Some of y’all act like these are your only options pic.twitter.com/BGWxb7a9OK
— ZУЯT (@tonalplexus) July 30, 2019
* The Amazon is approaching an irreversible tipping point. Greenland’s Melting: Heat Waves Are Changing the Landscape Before Their Eyes. The terrible truth of climate change. How an accelerated warming cycle in Alaska’s Bering Sea is creating ecological havoc. Arctic Ice Is Crashing, and That’s Bad News For Everyone. Charred forests not growing back as expected in Pacific Northwest, researchers say. Burn. Build. Repeat: Why Our Wildfire Policy Is So Deadly. Chevron spills 800,000 gallons of oil and water in Kern County canyon. Lost Cities and Climate Change. Stopping Climate Change Will Never Be “Good Business.” Irish Teenager Wins Google Science Award for Removing Microplastics From Oceans. 1/11th of the Pentagon’s annual budget, not counting the separate Overseas Contingency Operations fund. We could fund the transition to green energy with 10-30% of the world’s fossil fuel subsidy. Environmental activist murders double in 15 years. Philippines is deadliest country for defenders of environment. Back to Paradise. And the Times is ready to face the serious challenges of our time.
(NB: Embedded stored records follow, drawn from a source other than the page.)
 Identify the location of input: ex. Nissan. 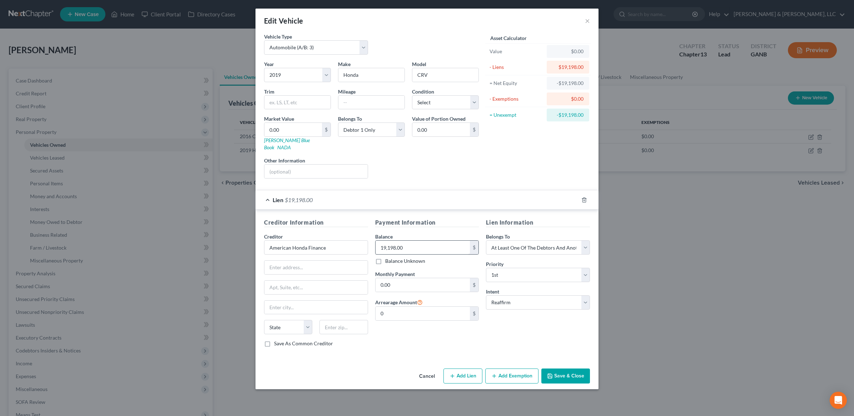
(371, 75). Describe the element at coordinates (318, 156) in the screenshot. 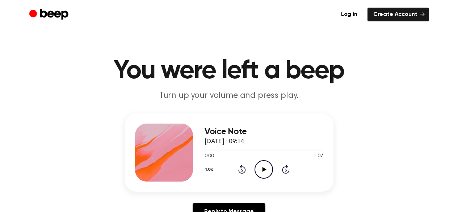

I see `span: 1:07` at that location. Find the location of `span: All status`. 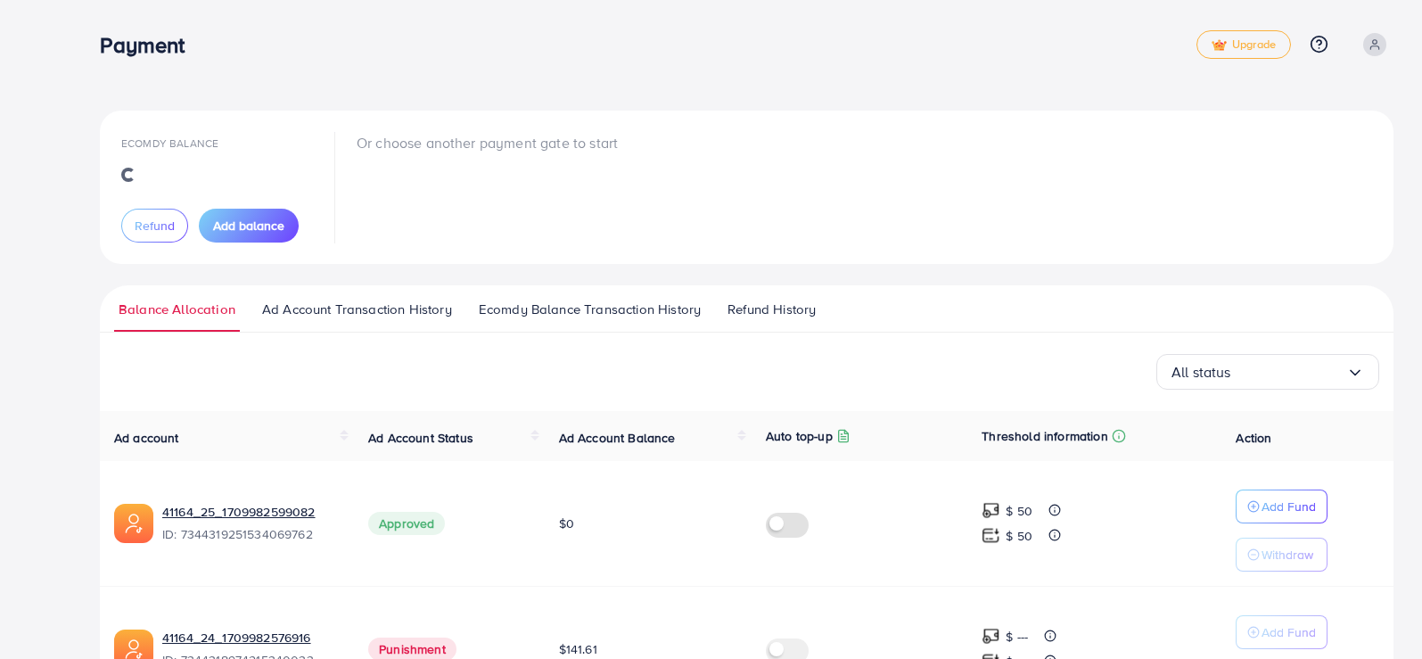

span: All status is located at coordinates (1201, 372).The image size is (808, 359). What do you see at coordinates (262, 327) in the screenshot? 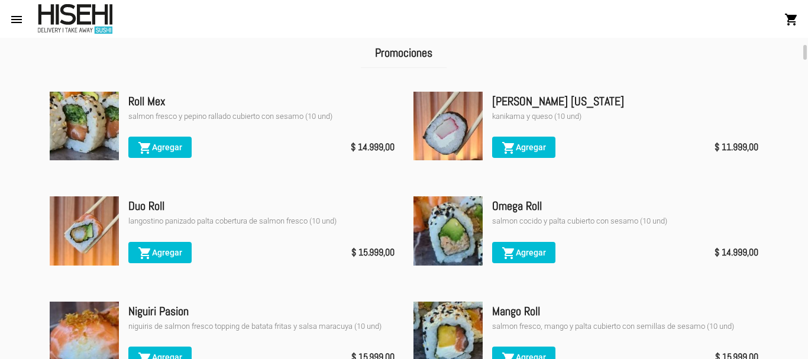
I see `div: niguiris de salmon fresco topping de batata fritas y salsa maracuya (10 und)` at bounding box center [262, 327].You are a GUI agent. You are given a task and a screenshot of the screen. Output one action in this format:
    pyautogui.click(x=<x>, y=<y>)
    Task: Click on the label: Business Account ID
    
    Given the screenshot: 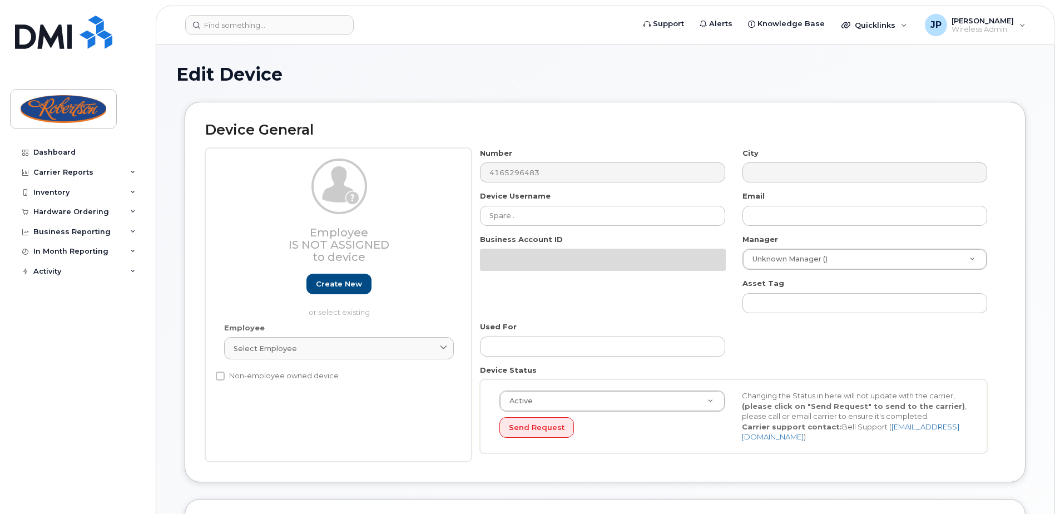 What is the action you would take?
    pyautogui.click(x=521, y=239)
    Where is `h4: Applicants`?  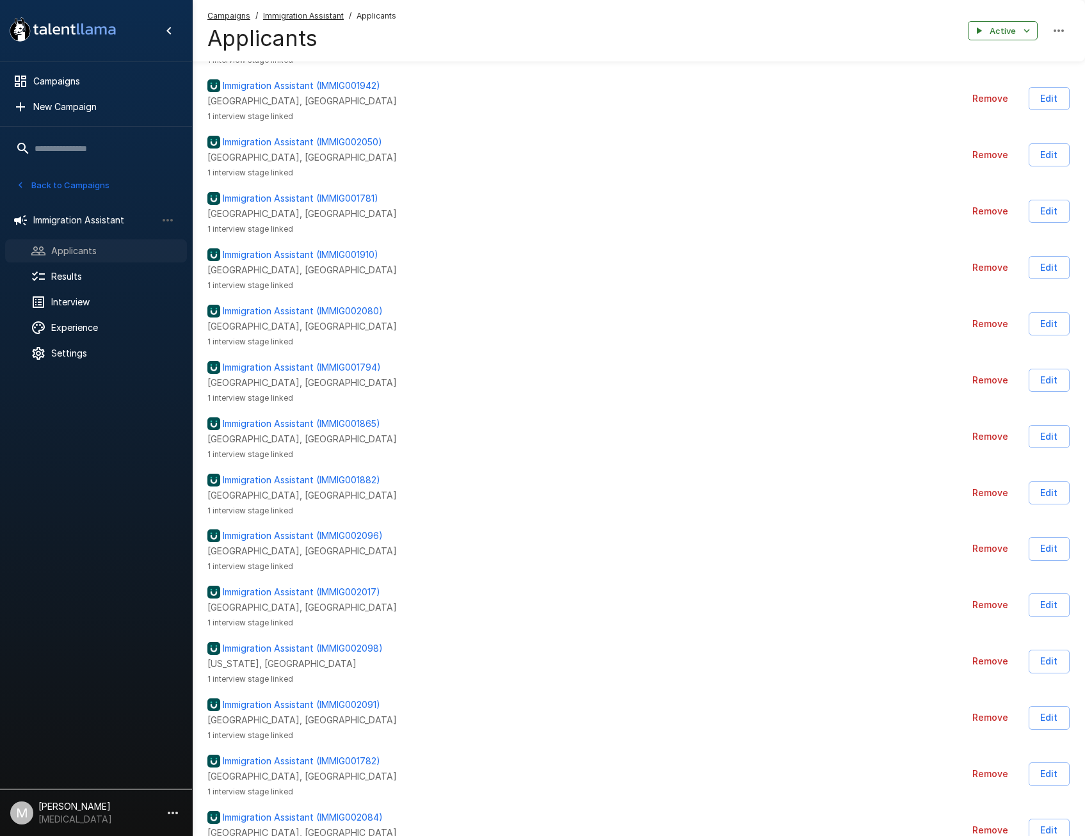
h4: Applicants is located at coordinates (301, 38). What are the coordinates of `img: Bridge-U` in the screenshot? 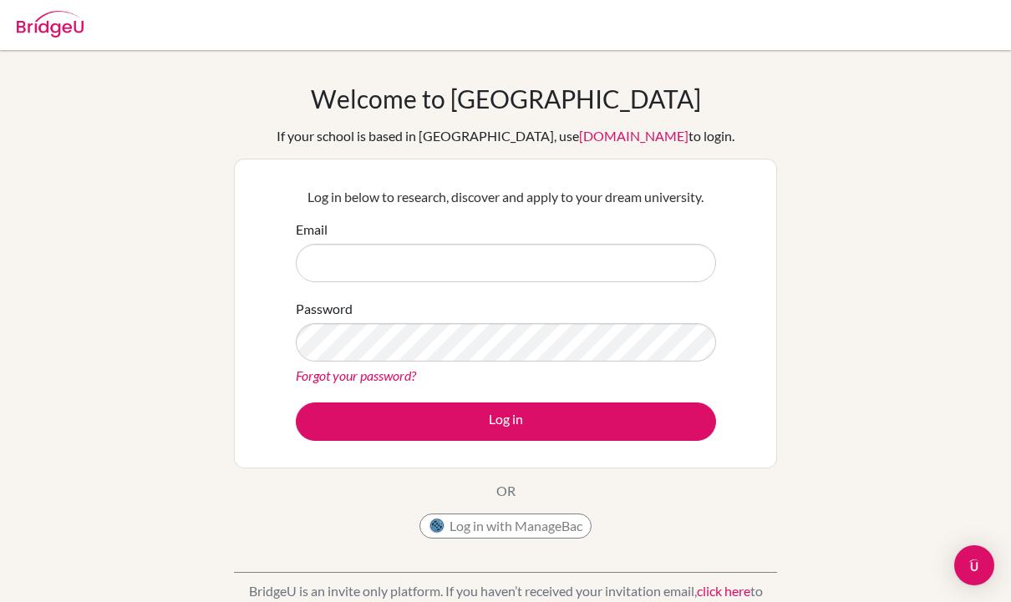 It's located at (50, 24).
* There is no document of civilization which is not at the same time a document of disruption innovation entrepreneurism progress.
* On a momentous day for Tribal Nations, Congresswoman Liz Cheney (R-WY), the House Republican Conference Chairwoman, stated that the successful litigation by tribes and environmentalists to return the grizzly bear in Greater Yellowstone to the Endangered Species Act (ESA) “was not based on science or facts” but motivated by plaintiffs “intent on destroying our Western way of life.”
The world is finite, precious, and free. The question for any economic order is how it preserves the finite, honors the precious, & shares the free. Eco-socialism & other commonwealth ideas seek to shift sharply from the present in all three dimensions. https://t.co/l8MgVWq80c
— Jedediah Purdy (@JedediahSPurdy) July 31, 2019
you, an intellectual: we can’t afford a better society
me, a plebe: DoD spends $15mil/yr trying to kill brown tree snakes it accidentally released on Guam; they’re currently aerially bombing the island with dead mice stuffed with Tylenol, which is toxic to snakes
— Mass for Shut-ins (podcast) (@gin_and_tacos) July 31, 2019
I grew up thinking social and technological progress was leading us towards utopia and am going to spend the rest of my life living through the collapse of civilization. 2 stars.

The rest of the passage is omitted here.